I haven’t thought much about my purpose as I approach the shop along its busy street, whose crowds I would never trouble myself to navigate for a lesser cause. Apart from trying and sometimes failing not to collide with other pedestrians, I’m struggling to name the author of the book I’m currently reading. It’s a collection of poems with a central theme that I can see waving in the distance, but which I couldn’t even attempt to identify. Luckily, it’s identified in the blurb. Unluckily, it’s as abstract to me as the author’s name, so both slip out of my mind the second I’m not looking at them. It doesn’t matter, though, because it’s left a spellbinding trail of images that I could never forget. Like every other book, including the one I’m about to buy, it’s changing me in some irreversible cocktail of minor damages and repairs. 

There’s a new novel in the window, with intricate swirls of black and pink tempting my eye on the cover. I’m not exactly sure what I’m tempted to do, because it’s one that I’ll probably never read, but if I can hold it I might still extract some kind of meaning from the textures on its jacket. A flood of similar temptations delivers the dramatic greeting I was hoping for as soon as I step inside. I start to spin my way past a thousand paths that might take me somewhere brighter than the one I’ve chosen, but eventually land with my feet planted roughly in front of it and my hands bolstering their nerves to seek it out. No limb of mine is ever entirely confident of its place, but I’d never wish such a fate on them. We’re in this wonderful disaster together, spinning until all the tides and their babbling tongues fall still. In enough time for me to parse the title and reflect on the satisfied smile that I’ve already lifted from its neat and softly hued cover, ten copies have found their way into my careful grip. 

Some are easy to eliminate. One has a crease in the corner, another has a slight tear and, to my horror, one of them even has a crack all the way down the spine. One of the others is mine, but it will take careful examination to discover which. Although I would never risk making such a mark, there are small dents and crinkles that can go unnoticed until it’s too late to rule out the possibility that I did. I lift each one to enjoy its familiar features instinctively and with an invaluably quiet mind. It’s like a meditation, except instead of shedding my anxiety, I’m just holding it in an unstable form that I wouldn’t trade for anyone else’s peace. They all seem to hold a kind of whispered stripe that’s residual of the way they were printed, too subtle to be called an error and differently placed on every copy. It’s not enough to reject any of them yet, but as I pass them close to my eyes I discover smudges on some, a speck of dirt on one and a poorly placed price sticker on another. I’m left with two copies that I would be delighted to call my own, but only one of them is actually mine.

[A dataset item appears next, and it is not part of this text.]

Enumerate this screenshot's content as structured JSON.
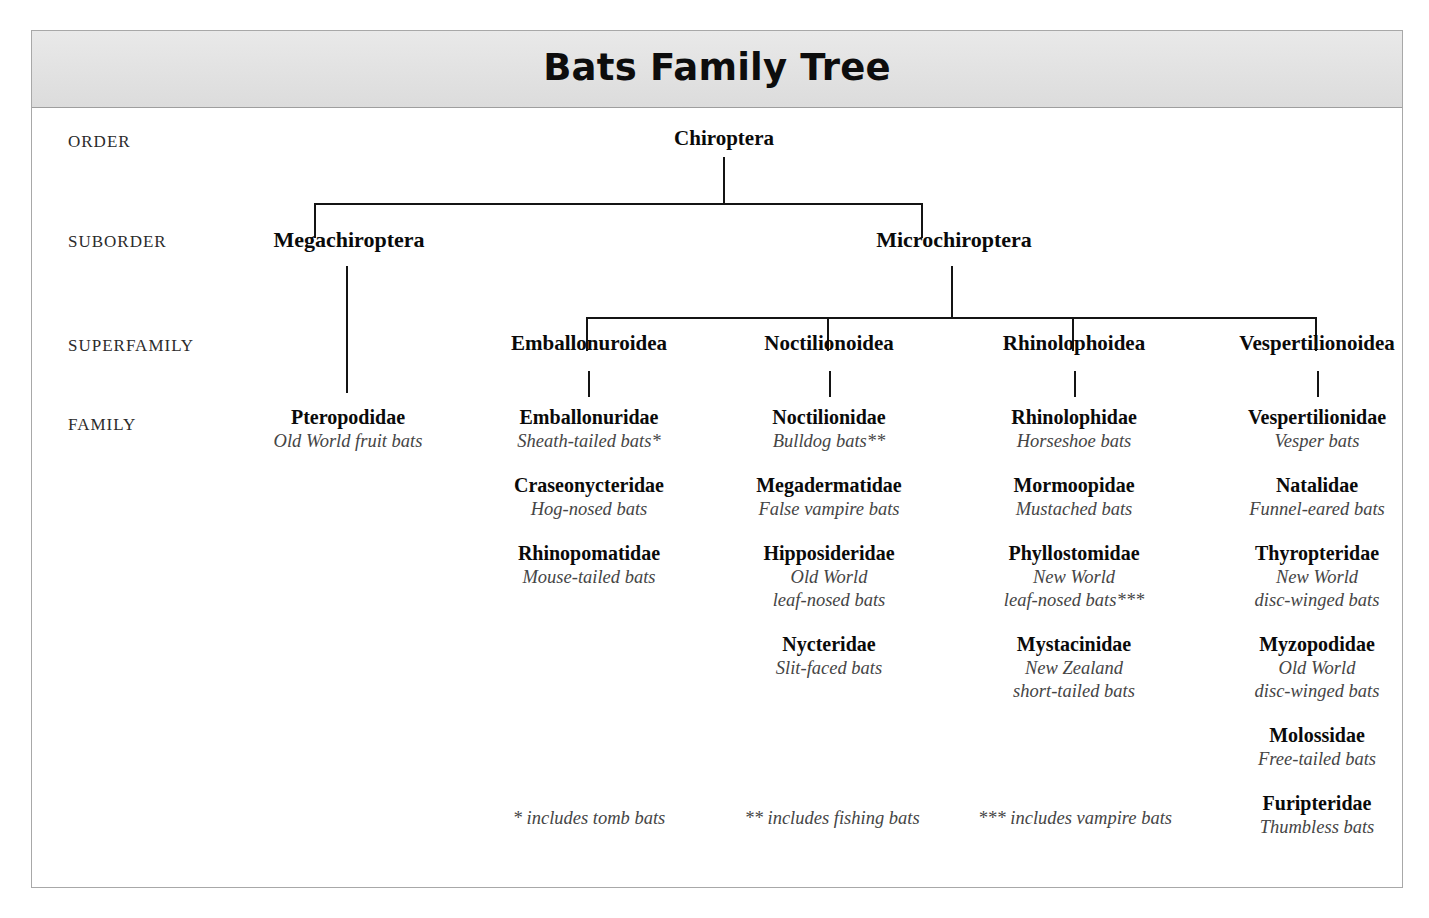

I’ve been here before. It’s not just a choice, because even if I’m free to determine which answer is right, there is still a right one. As far back as my sparse and shy memories can take me, I’ve found myself tripping over freedom. I was barely old enough to speak when a box of coloured pencils fought my unsteady hands and won. I can remember our old grey cat purring beside me on the floor, but not what kind of animal or smiling object I was colouring. Whatever it was, it had a feature over whose trivial shade creative licence came crashing into my life. I was so distraught by the demand from each of two pencils not to lift the other that I left my picture unfinished. I sat still and listened to the cat’s rolling reassurances, as if she would speak the answer if I waited for long enough. 

Since then, I’ve started to learn that there can be no answer if I don’t speak my own at every passing second. I’m not sure I’ll ever get bored enough to absorb the lesson fully, though. I could never read another book again if I had to admit to having so many answers. For today, it’s enough to celebrate the ubiquity of imperfection. Both of these books are gifted with it; all I have to do is wait here until I see which one is more aligned with me. I open one of them slightly and listen to the sounds of the first paragraph’s words. Their meaning stands to the side. I can see it, but all of my attention is given to shape and texture. I went through the same process when I bought the jacket that I’m wearing. It carries a protective fine detail of the person that I am, which I couldn’t fit onto my face or into the unpredictable wanderings of my speech, but I wasn’t yet wearing that detail when I tried it on in the shop. I’m not reading this book yet, but I’ll know if the words feel right.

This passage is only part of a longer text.